I consider a joke the Nikon so called self cleaning sensor. In my case, it has never done the job right for me. Bring Olympus into this scenario with its self cleaning mechanism and I have NEVER had to clean the sensor in any of my Olympus bodies.
The person who "cleaned" the sensor of your D7100 did not do the right job.
Why not take it back to them and wait for a different guy? They should do it for free, but the longer you wait, the less likely they’ll do it for free. Good luck!
EZsh00ter wrote:
If the spots are only showing up at smaller apertures, then its your lens that has dust in it. Try another lens. If it was from your sensor, the spots would show up at any aperture. Take your lens, hold the aperture open with the little lever on the back of it and look through it directly at a light. Your specs should reveal themselves.
Cheers,
Eric
That’s not how it works.
Dust in the lens very rarely shows up as dark spots because it’s not focused at that point.
If it affects the image at all, it might show up as a lighter translucent area or just a general loss of contrast.
Dust does not sit ON the sensor.
It’s a bit in front on a protective filter pack, even if there is no anti-aliasing filter.
At wider apertures, the light falling on the dust and the edge of the resulting shadow is softer.
At smaller apertures, that shadow’s edge is sharper and shows more easily in the image because the light is coming more straight in from a smaller point.
That’s why
every tutorial on cleaning a sensor says to stop the aperture down to check for dust.
Just like using a softbox or umbrella to light your subject vs a small flash head, bigger is softer.
More about why dust is more visible at smaller apertures
HERE.
I shoot at wider apertures most of the time, but when I need more depth of field, closing down shows me how dirty my sensor really is.
I clean my own when it needs it.
EZsh00ter wrote:
If the spots are only showing up at smaller apertures, then its your lens that has dust in it. Try another lens. If it was from your sensor, the spots would show up at any aperture. Take your lens, hold the aperture open with the little lever on the back of it and look through it directly at a light. Your specs should reveal themselves.
Cheers,
Eric
Dust on the sensor would show up much clearer at small aperture and that's why when checking for sensor dust you should use f/22 or so.
rgrenaderphoto wrote:
Try this: Take the lens off and shoot a blank white wall.
Then invert the image to negative, increase contrast and
see if the spots are still there.
Tht approach will MASK/HIDE spots caused by
three-dimensional particles [the usual culprits].
Harsh direction light, from a small source will
emphasize dust. At least the OP already knew
this as evidenced by his test procedure. So it's
not helpful to describe to him a testing method
that provides a broad, diffused, nondirectional
light source.
`
rcarol wrote:
The issue is with his D7100, not his D850.
There is no aa filter on the 7100 either.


--- What the exercise asks ---
Where does the word "base" appear in the data? Copy every line that holds it.

--- Figure dataset records ---
________________

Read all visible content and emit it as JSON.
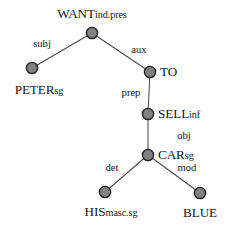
{
  "diagram": {
    "type": "dependency-tree",
    "sentence": "Peter wants to sell his blue car",
    "node_fill_color": "#818181",
    "node_stroke_color": "#1c1c1c",
    "edge_color": "#4a4a4a",
    "text_color": "#161616",
    "background_color": "#ffffff",
    "nodes": [
      {
        "id": "want",
        "base": "WANT",
        "sub": "ind.pres",
        "full_label": "WANTind.pres",
        "x": 92,
        "y": 33,
        "label_x": 92,
        "label_y": 14,
        "label_anchor": "center"
      },
      {
        "id": "peter",
        "base": "PETER",
        "sub": "sg",
        "full_label": "PETERsg",
        "x": 32,
        "y": 68,
        "label_x": 39,
        "label_y": 90,
        "label_anchor": "center"
      },
      {
        "id": "to",
        "base": "TO",
        "sub": "",
        "full_label": "TO",
        "x": 150,
        "y": 72,
        "label_x": 160,
        "label_y": 72,
        "label_anchor": "left"
      },
      {
        "id": "sell",
        "base": "SELL",
        "sub": "inf",
        "full_label": "SELLinf",
        "x": 148,
        "y": 114,
        "label_x": 158,
        "label_y": 114,
        "label_anchor": "left"
      },
      {
        "id": "car",
        "base": "CAR",
        "sub": "sg",
        "full_label": "CARsg",
        "x": 148,
        "y": 155,
        "label_x": 158,
        "label_y": 155,
        "label_anchor": "left"
      },
      {
        "id": "his",
        "base": "HIS",
        "sub": "masc.sg",
        "full_label": "HISmasc.sg",
        "x": 105,
        "y": 192,
        "label_x": 111,
        "label_y": 212,
        "label_anchor": "center"
      },
      {
        "id": "blue",
        "base": "BLUE",
        "sub": "",
        "full_label": "BLUE",
        "x": 200,
        "y": 193,
        "label_x": 200,
        "label_y": 213,
        "label_anchor": "center"
      }
    ],
    "edges": [
      {
        "id": "want-peter",
        "from": "want",
        "to": "peter",
        "label": "subj",
        "x1": 92,
        "y1": 33,
        "x2": 32,
        "y2": 68,
        "label_x": 42,
        "label_y": 44
      },
      {
        "id": "want-to",
        "from": "want",
        "to": "to",
        "label": "aux",
        "x1": 92,
        "y1": 33,
        "x2": 150,
        "y2": 72,
        "label_x": 139,
        "label_y": 50
      },
      {
        "id": "to-sell",
        "from": "to",
        "to": "sell",
        "label": "prep",
        "x1": 150,
        "y1": 72,
        "x2": 148,
        "y2": 114,
        "label_x": 131,
        "label_y": 93
      },
      {
        "id": "sell-car",
        "from": "sell",
        "to": "car",
        "label": "obj",
        "x1": 148,
        "y1": 114,
        "x2": 148,
        "y2": 155,
        "label_x": 184,
        "label_y": 136
      },
      {
        "id": "car-his",
        "from": "car",
        "to": "his",
        "label": "det",
        "x1": 148,
        "y1": 155,
        "x2": 105,
        "y2": 192,
        "label_x": 112,
        "label_y": 168
      },
      {
        "id": "car-blue",
        "from": "car",
        "to": "blue",
        "label": "mod",
        "x1": 148,
        "y1": 155,
        "x2": 200,
        "y2": 193,
        "label_x": 187,
        "label_y": 168
      }
    ]
  }
}
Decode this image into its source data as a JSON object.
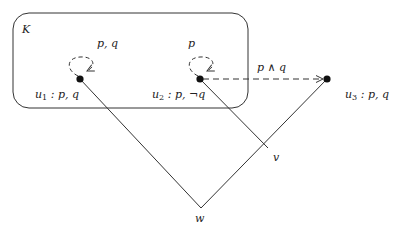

________________

--- Exercise response ---
        "base": "WANT",
        "base": "PETER",
        "base": "TO",
        "base": "SELL",
        "base": "CAR",
        "base": "HIS",
        "base": "BLUE",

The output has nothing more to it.